The bounders also learn that terrain, wind currents, and weather all impact scent work. Using this knowledge and their relationship with the dogs, bounders help the dogs remain motivated during long hours of searching. “After the initial training time together, practice is needed to develop a relationship that results in good teamwork. Communication skills between the team members continually develop,” Hartman notes.

Training people is more challenging than training the dogs. “People are often unaware of how observant dogs are by nature. Dogs pick up on our behaviors, even the small behaviors people aren’t aware they display,” Smith points out.

“Working beside dogs makes you very aware of yourself and your surroundings. The more dogs you work with, the better you become at seeing the small behaviors cues that are unique to each dog and their communication with us and our cues to them.”

Each stepping stone toward understanding builds trust in the dog and bounder as individuals and a team. Working and living together cements the relationship and gives the team confidence in the field and in data collection.

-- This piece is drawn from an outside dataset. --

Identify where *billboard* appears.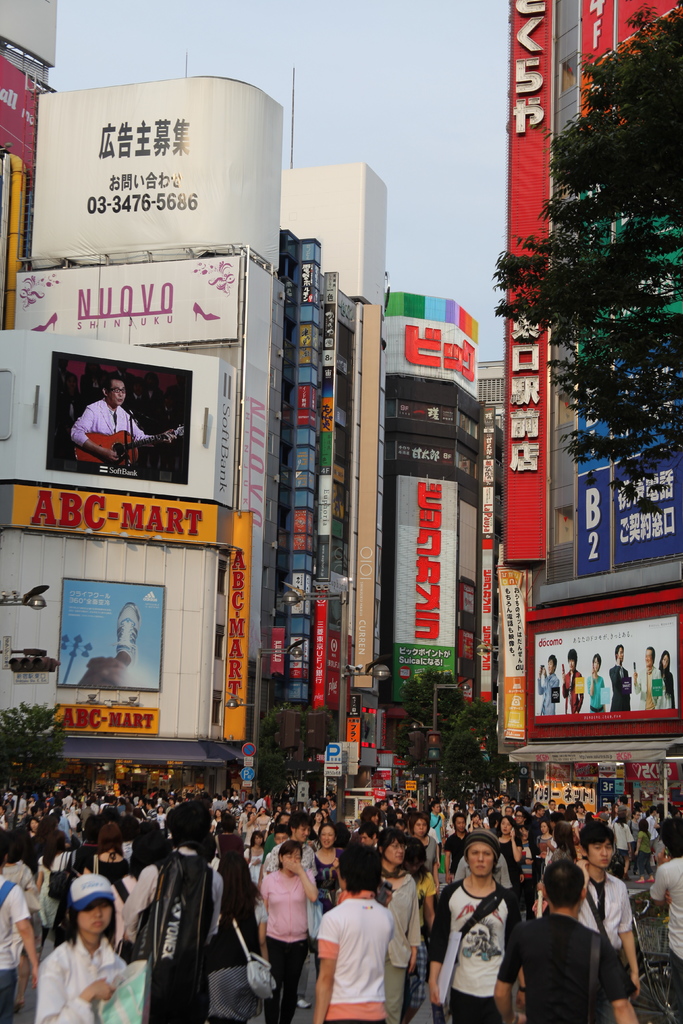
Appears at crop(12, 252, 246, 340).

Committed to the dogs and the handlers, two of the goals of Rogue is to promote the use of dogs in conservation and to help those committed to using dogs in this field of work to maintain full-time jobs. “Typically, it takes two years working with dogs in the field to become really experienced in handling and communication with the dog. On average, people stay in this field five to seven years due to the physical nature of the work and the fact that it can be socially isolating. We also lose talented team members because the work can be inconsistent, but we are trying to change that.”

Working in the field with conservation dogs is gaining support from the science community.

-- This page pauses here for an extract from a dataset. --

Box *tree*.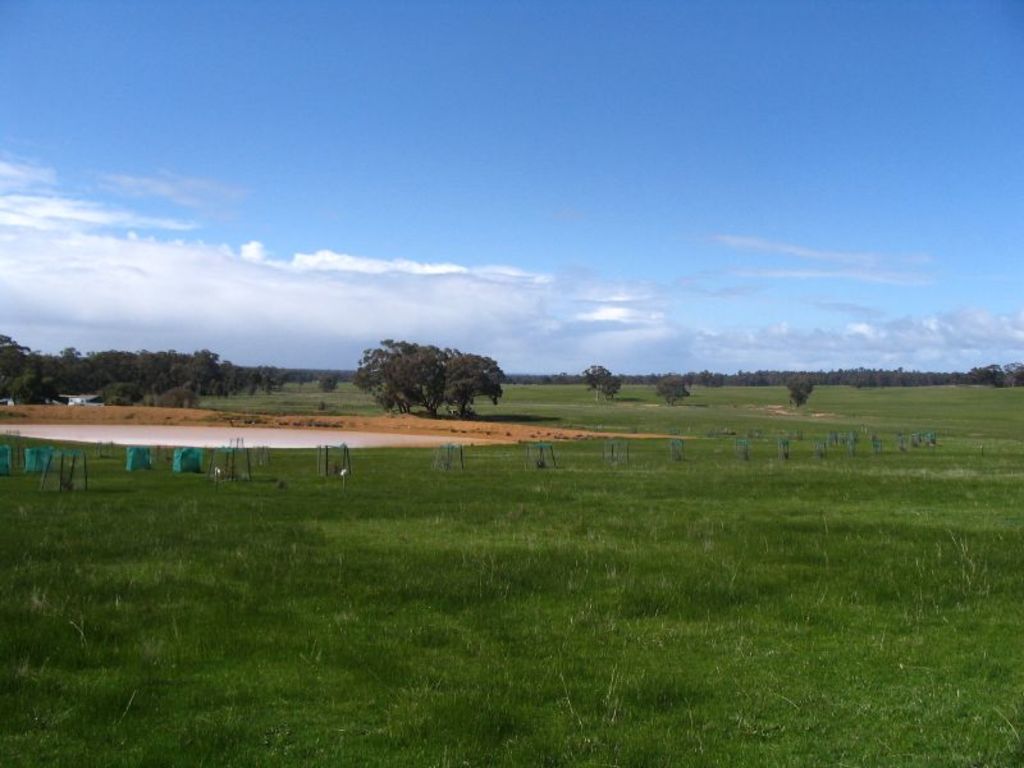
rect(316, 367, 339, 394).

Countless Contributions to Conservation

The volume of data that is collected with the dogs’ assistance changes everything. Therefore, the ability of bounder teams to contribute to wildlife conservation is limitless.

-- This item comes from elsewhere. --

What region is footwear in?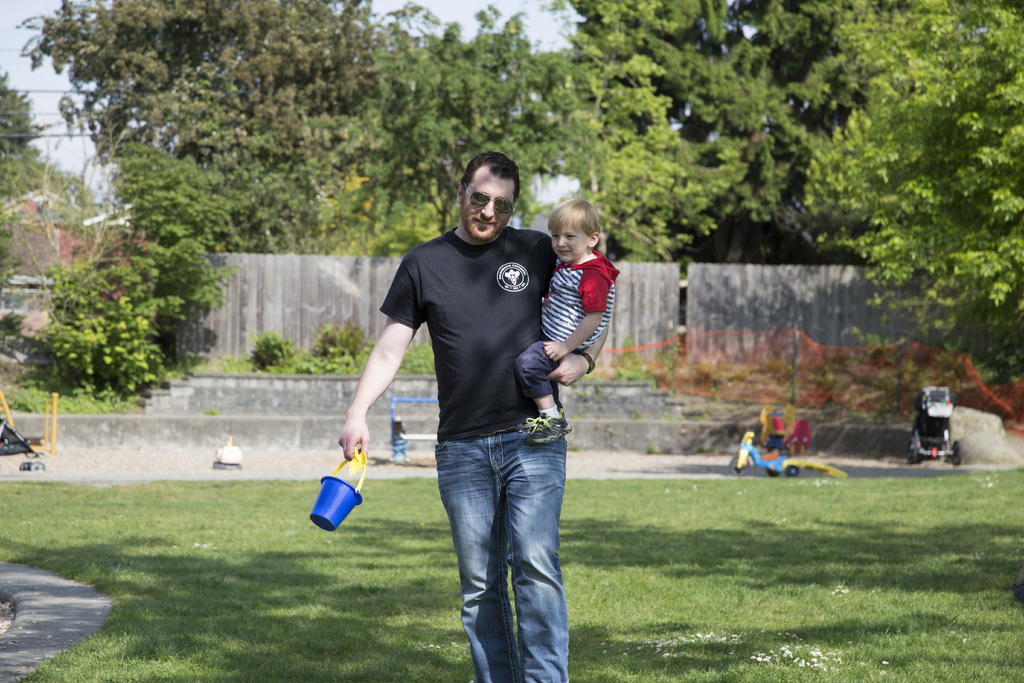
[520, 413, 568, 450].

“The bounder teams expedite meaningful data collection without disturbing wildlife,” says Smith. The fact that the teams can work in remote areas alongside wildlife without disturbing them is a vital component of conservation work.

“Working as part of dog-handler teams with multiple dogs for several years enables the handling to become organic. You work seamlessly as a team in the field with a common goal. Very few words are exchanged or needed; you understand each other and become one,” notes Smith. “The conservation work is very rewarding, as is giving a life of purpose to dogs that have the drive, desire, and heart to make incredible contributions to the world.”

In a technology filled modern world, we are often reminded that it’s the simple things, great partnerships, and natural ability that make the difference.

 Having skilled scent detection dogs and bounders proficient at navigation and communication with their canine partners enables the Rogue teams to accept ambitious studies, no matter where that takes them.

Rogue members have worked all over the world, locating whale poop from boats or pepper-sized caterpillar poop in a field; every team member – human and canine - eagerly anticipate the next challenge. Rogue Detection Teams are geared up and ready to go, no telling what discoveries they will sniff out in the future.